Dating a high-powered trial lawyer must be nothing short of exhausting, although an exception could be made if they cut as fine a figure as Crime Without Passion star Claude Raines – in Arrow collars, shoes by Florsheim, and dialogue by Ben Hecht and Charles MacArthur. A sharky shyster with a gardenia boutonniere, Raines' Lee Gentry, Esq. waltzes through this fugitive crime drama in a perfume of double-talk and derision, saving New York's most notorious – and well-heeled – criminals from the long arm of the law.
While addressing the bar, Gentry poses like a chanticleer, showering judge and jury with a give-and-take delivery of stentorian declarations and purring spiel. Cocksure and confident, he careens from the courtroom to the bedroom on winged loafers, unfettered by anything resembling a moral compass. And would you believe, ladies, he's [practically] single – tawdry love triangle notwithstanding?
After an act or two of cursory melodrama, Hecht and MacArthur's screenplay veers sharply into pulpy procedural territory, presenting Gentry's dirty laundry as "people's exhibit 'A'." Torn between a lusty brunette cabaret singer and a slim, blonde deb, it was only a matter of time before Gentry's roaming eye and silver tongue came back to bite him in the – well, you know. Mercifully, judgement is reserved largely for our pencil-mustachioed anti-hero; credit is due Messers Hecht and MacArthur for leaving Gentry's fawning female victims relatively unscathed.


• DIRECTIONS FOR THIS TASK:
Return each line of the records below that contains the word "icon".

Extracts from a graphics dataset
☆ ☆ ☆

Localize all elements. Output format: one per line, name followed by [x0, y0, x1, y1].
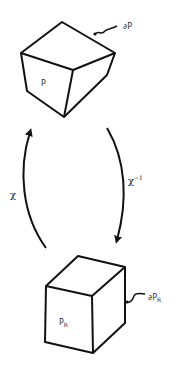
diagram-canvas: P ∂P χ χ−1 PR ∂PR: [0, 0, 176, 368]
top-polyhedron: [21, 22, 115, 117]
bottom-boundary-pointer-icon: [127, 293, 145, 302]
bottom-boundary-label: ∂PR: [148, 293, 161, 303]
bottom-cube-front-face: [45, 286, 93, 353]
bottom-boundary-label-base: ∂P: [148, 293, 157, 302]
top-boundary-label: ∂P: [123, 22, 132, 31]
chi-inverse-arrow: [107, 128, 124, 240]
top-boundary-pointer-icon: [95, 26, 117, 34]
chi-arrow: [23, 132, 46, 248]
bottom-cube-label: PR: [59, 318, 68, 328]
top-polyhedron-left-face: [21, 53, 73, 117]
top-polyhedron-top-face: [21, 22, 115, 70]
bottom-boundary-label-sub: R: [157, 296, 161, 303]
top-boundary-pointer-dot: [93, 32, 96, 35]
bottom-boundary-pointer-dot: [125, 300, 128, 303]
top-polyhedron-label: P: [41, 79, 46, 88]
chi-inverse-arrow-label: χ−1: [128, 174, 143, 186]
bottom-cube: [45, 256, 125, 353]
bottom-cube-label-sub: R: [64, 321, 68, 328]
bottom-cube-top-face: [46, 256, 125, 296]
chi-arrow-label: χ: [10, 189, 16, 200]
chi-inverse-sup: −1: [134, 174, 143, 181]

☆ ☆ ☆

• SOLVED PROBLEM:
bottom-boundary-pointer-icon: [127, 293, 145, 302]
top-boundary-pointer-icon: [95, 26, 117, 34]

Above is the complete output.